MRS ROBINSON’S DISGRACE
Author: Kate Summerscale
Bloomsbury RRP $29.99
Review: Monique Mulligan
On a mild winter’s evening in 1850, Isabella Robinson set out for a party. Her carriage bumped across the wide cobbled streets of Edinburgh’s Georgian New Town and drew up at 8 Royal Circus, a grand sandstone terrace lit by gas lamps. The guests were gathered in the high, airy drawing rooms on the first floor, the ladies in glinting silk and satin pulled tight over boned corsets; the gentlemen in tailcoats, waistcoats and neckties. When Mrs Robinson joined the throng she was at once enchanted by a Mr Edward Lane, a handsome medical student ten years her junior. He was ‘fascinating’, she told her diary, before chastising herself for being so susceptible to a man’s charms. But a wish had taken hold of her, which she was to find hard to shake …
With a blurb like it would be easy to assume Mrs Robinson’s Disgrace was a novel. It’s not, as I discovered quick smart. Instead Mrs Robinson’s Disgrace is a non-fiction account about a Victorian divorce scandal, a court case, and Isabella Robinson’s diary, which was tendered as evidence against her. If you like this sort of thing (I do), it’s fascinating reading – an engrossing social history that paints a vivid portrait of life in Victorian London.
There’s nothing sensationalised about what would have been a truly sensational story back in the day; it’s not tedious reading either – and it could have been. I was intrigued by the glimpse into society of that day – intrigued and almost repelled by the double standards that were allowed to flourish (such as, a man could divorce his wife for adultery, but a woman had to go the added step of proving that he had been a bad husband, not just an adulterer). Other insights, such as the belief that phrenology was an accurate predictor of character, were interesting (especially when they were shown to be inaccurate).
Meticulously researched and beautifully-crafted, Summerscale has shown a talent for breathing new life into an old story, without glossing over or embellishing details. Mrs Robinson’s Disgrace is available from good bookstores and Bloomsbury. This copy was courtesy of Bloomsbury Australia.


### What you will do
Once the line holding "Decompose this screenshot" is found, output it and all remaining lines of the data exactly, with every picture left out.

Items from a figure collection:
============================================================

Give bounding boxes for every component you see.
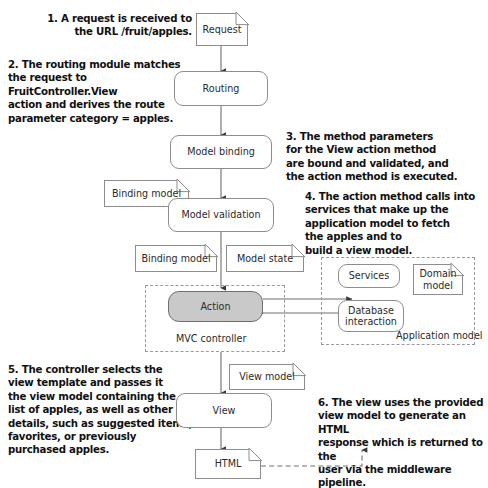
node-view[interactable]: View [176,393,272,428]
view-model-label: View model [229,364,305,390]
node-html[interactable]: HTML [195,449,261,479]
note-step-2: 2. The routing module matches the reques… [8,58,194,125]
routing-label: Routing [203,83,240,95]
note-step-3: 3. The method parameters for the View ac… [286,130,482,184]
model-validation-label: Model validation [181,209,260,221]
diagram-canvas: 1. A request is received to the URL /fru… [0,0,488,488]
group-application-model-label: Application model [396,330,483,341]
node-model-binding[interactable]: Model binding [170,135,272,169]
services-label: Services [349,270,389,282]
node-request[interactable]: Request [196,13,248,46]
note-step-4: 4. The action method calls into services… [305,190,487,257]
model-binding-label: Model binding [187,146,255,158]
action-label: Action [200,301,230,313]
view-label: View [213,405,236,417]
node-services[interactable]: Services [338,264,400,288]
node-binding-model-lower[interactable]: Binding model [135,245,217,272]
node-model-state[interactable]: Model state [226,245,304,272]
html-label: HTML [195,449,261,479]
node-view-model[interactable]: View model [229,364,305,390]
node-domain-model[interactable]: Domain model [413,264,463,295]
note-step-1: 1. A request is received to the URL /fru… [16,12,192,39]
group-mvc-controller-label: MVC controller [176,333,246,344]
model-state-label: Model state [226,245,304,272]
request-label: Request [196,13,248,46]
node-database-interaction[interactable]: Database interaction [338,300,404,332]
binding-model-lower-label: Binding model [135,245,217,272]
domain-model-label: Domain model [413,264,463,295]
node-model-validation[interactable]: Model validation [168,198,274,232]
node-action[interactable]: Action [168,291,263,322]
node-routing[interactable]: Routing [174,71,268,106]
database-interaction-label: Database interaction [345,305,397,327]
note-step-6: 6. The view uses the provided view model… [318,396,488,488]
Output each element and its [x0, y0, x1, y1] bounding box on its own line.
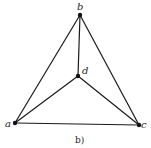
- label-d: d: [82, 65, 88, 76]
- node-a: [13, 121, 17, 125]
- label-a: a: [5, 118, 11, 129]
- edges: [15, 15, 139, 125]
- caption: b): [75, 135, 84, 145]
- edge-b-c: [80, 15, 139, 125]
- node-b: [78, 13, 82, 17]
- graph-diagram: a b c d b): [0, 0, 151, 148]
- edge-b-d: [78, 15, 80, 76]
- edge-a-d: [15, 76, 78, 123]
- label-b: b: [77, 1, 83, 12]
- edge-a-c: [15, 123, 139, 125]
- edge-a-b: [15, 15, 80, 123]
- edge-c-d: [78, 76, 139, 125]
- label-c: c: [141, 119, 147, 130]
- node-d: [76, 74, 80, 78]
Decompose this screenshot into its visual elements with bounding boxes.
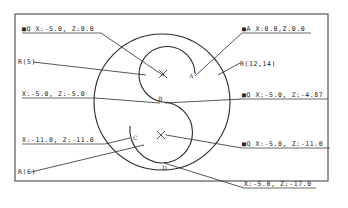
- point-d-label: D: [162, 164, 167, 171]
- upper-arc: [139, 46, 195, 102]
- leader-origin-a: [195, 33, 242, 76]
- label-start-point: ■Q X:-5.0, Z:0.0: [22, 25, 94, 33]
- label-r6: R(6): [18, 168, 36, 176]
- point-b-label: B: [158, 95, 163, 102]
- leader-r6: [31, 145, 144, 172]
- leader-r5: [33, 62, 146, 75]
- label-center-lower: ■Q X:-5.0, Z:-11.0: [242, 140, 323, 148]
- leader-c-point: [105, 138, 130, 144]
- label-b-point: X:-5.0, Z:-5.0: [22, 90, 85, 98]
- label-c-point: X:-11.0, Z:-11.0: [22, 136, 94, 144]
- point-c-label: C: [133, 134, 138, 141]
- leader-center-lower: [166, 135, 242, 148]
- diagram-svg: A B C D ■Q X:-5.0, Z:0.0 ■A X:0.0,Z:0.0 …: [0, 0, 348, 208]
- lower-center-mark: [157, 131, 165, 139]
- diagram-canvas: A B C D ■Q X:-5.0, Z:0.0 ■A X:0.0,Z:0.0 …: [0, 0, 348, 208]
- point-a-label: A: [188, 72, 194, 79]
- leader-start-point: [101, 33, 164, 76]
- label-tangent-right: ■Q X:-5.0, Z:-4.87: [242, 91, 323, 99]
- label-d-point: X:-5.0, Z:-17.0: [244, 180, 312, 188]
- label-origin-a: ■A X:0.0,Z:0.0: [242, 25, 305, 33]
- upper-center-mark: [159, 70, 167, 78]
- leader-b-point: [95, 98, 160, 103]
- label-r12-14: R(12,14): [240, 60, 276, 68]
- leader-d-point: [164, 163, 244, 188]
- lower-arc: [162, 102, 193, 163]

============================================================

### Task response
Decompose this screenshot into its visual elements with bounding boxes.
- point-d-label: D: [162, 164, 167, 171]
- upper-arc: [139, 46, 195, 102]
- leader-origin-a: [195, 33, 242, 76]
- label-start-point: ■Q X:-5.0, Z:0.0: [22, 25, 94, 33]
- label-r6: R(6): [18, 168, 36, 176]
- point-b-label: B: [158, 95, 163, 102]
- leader-r6: [31, 145, 144, 172]
- leader-r5: [33, 62, 146, 75]
- label-center-lower: ■Q X:-5.0, Z:-11.0: [242, 140, 323, 148]
- leader-c-point: [105, 138, 130, 144]
- label-b-point: X:-5.0, Z:-5.0: [22, 90, 85, 98]
- label-c-point: X:-11.0, Z:-11.0: [22, 136, 94, 144]
- point-c-label: C: [133, 134, 138, 141]
- leader-center-lower: [166, 135, 242, 148]
- diagram-svg: A B C D ■Q X:-5.0, Z:0.0 ■A X:0.0,Z:0.0 …: [0, 0, 348, 208]
- lower-center-mark: [157, 131, 165, 139]
- diagram-canvas: A B C D ■Q X:-5.0, Z:0.0 ■A X:0.0,Z:0.0 …: [0, 0, 348, 208]
- point-a-label: A: [188, 72, 194, 79]
- leader-start-point: [101, 33, 164, 76]
- label-tangent-right: ■Q X:-5.0, Z:-4.87: [242, 91, 323, 99]
- label-d-point: X:-5.0, Z:-17.0: [244, 180, 312, 188]
- label-origin-a: ■A X:0.0,Z:0.0: [242, 25, 305, 33]
- upper-center-mark: [159, 70, 167, 78]
- leader-b-point: [95, 98, 160, 103]
- label-r12-14: R(12,14): [240, 60, 276, 68]
- leader-d-point: [164, 163, 244, 188]
- lower-arc: [162, 102, 193, 163]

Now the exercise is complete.